Oh and I hope its aimed at calls because I think that calls are still more effective at scaring people in Congress straight than emails. 1000s of emails can come in and nobody gets overwhelmed but if you fill up their phone lines they notice. Thats really the strength of the ditto heads that has to be acknowledge. By calling their member of Congress over and over it gives the false impression that their position on the issues is representative of the populous of that Congress person’s constiutency which is usually far from being true.
I tend to agree. folks need a riveting narrative like a campaign to stay focused. it’s possible, though, that the emotion unleashed by the financial crisis could have a focusing effect …
Not only that, but a lot of people got sincerely interested in our government again and I think there are a lot of people out there who are still motivated and looking for ways to act on that motivation.
I agree it won’t ever reach campaign levels of involvement and excitement. But just like I got back into politics (after more or less ignoring the whole thing for years,) as a response to Bush and then
stayed connected, I think a lot of people will try to stay connected. And especially younger voters.
It would be nice if the MSM – say, the WaPo, – wasn’t running stories about Obama’s capital being used up by AIG execs. It might help.

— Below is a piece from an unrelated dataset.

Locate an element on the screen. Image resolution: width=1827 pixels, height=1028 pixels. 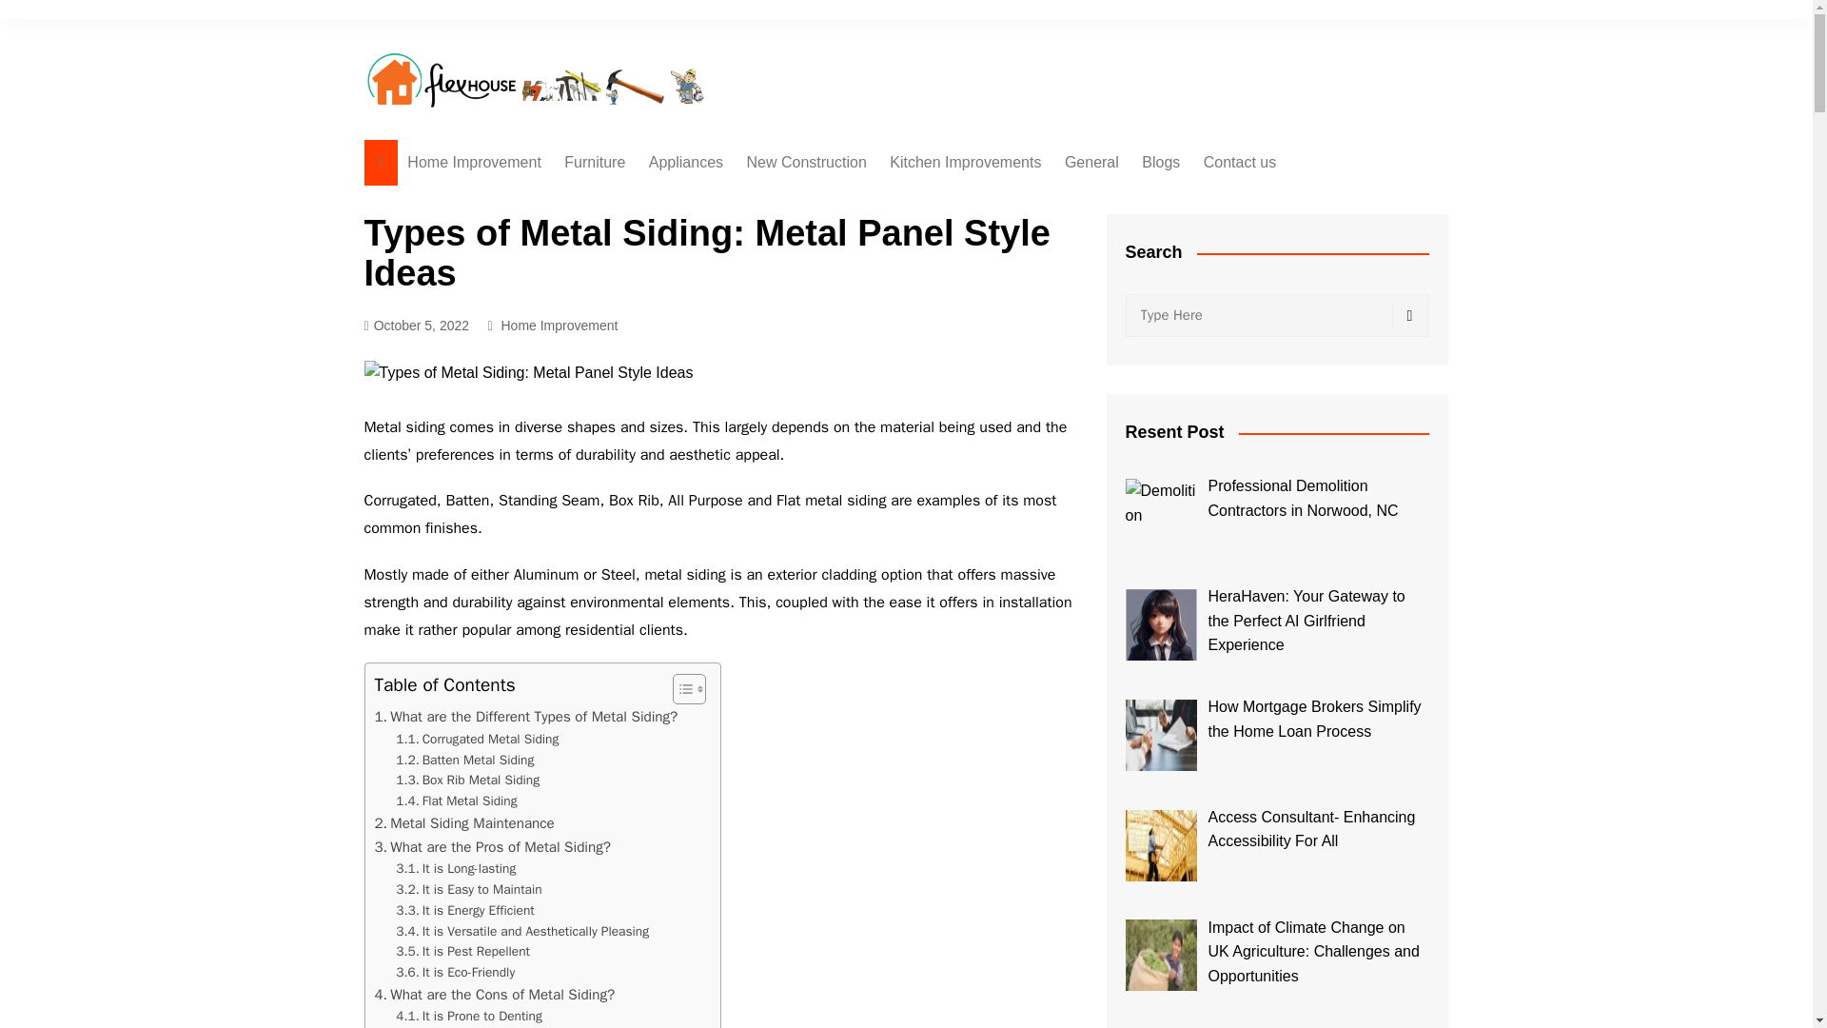
It is Versatile and Aesthetically Pleasing is located at coordinates (522, 931).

I would imagine the best way for them to get the mailing lists involved is have Zip codes of the users attached to their local congressmen. They could distribute talking points and provide phone numbers and email addresses to contact their local representatives. I’m not sure if everyone here has accounts on Obama’s site but there are fields for issues people are interested in. The messages sent to individuals could be catered to each individual rather effortlessly and prove to be effective.
We’ll see what they do I suppose in the coming weeks.
It’ll be interested…
Still fired up and ready to go?
I’m sure that they won’t be able to mobilize as many people as they did during the election, but do they really need to? They don’t need tens of thousands of people to spend days going door to door, they just need people to make a 10 minute phone call.
I dunno about this particular software ‘tool,’ but I do know that two ‘tools’ phoned my house last night during dinner trying to drum up support for ‘health care for everyone!’ Some of these efforts, I’m sure, will prove to be counter-productive – the campaign is over, time to govern.
it’s possible, though, that the emotion unleashed by the financial crisis could have a focusing effect …
I’m not sure it’s having the effect they want. I won’t go door-to-door for them while everyone I know is angry that the White House is bailing out Wall Street while our friends are being laid off by small businesses. I just don’t want to hear what I know I’ll hear – and I don’t want to be in the position of defending the indefensible. I can’t be the only one.
I’ll share it on Twitter.
Blogs like this are why I use the internet.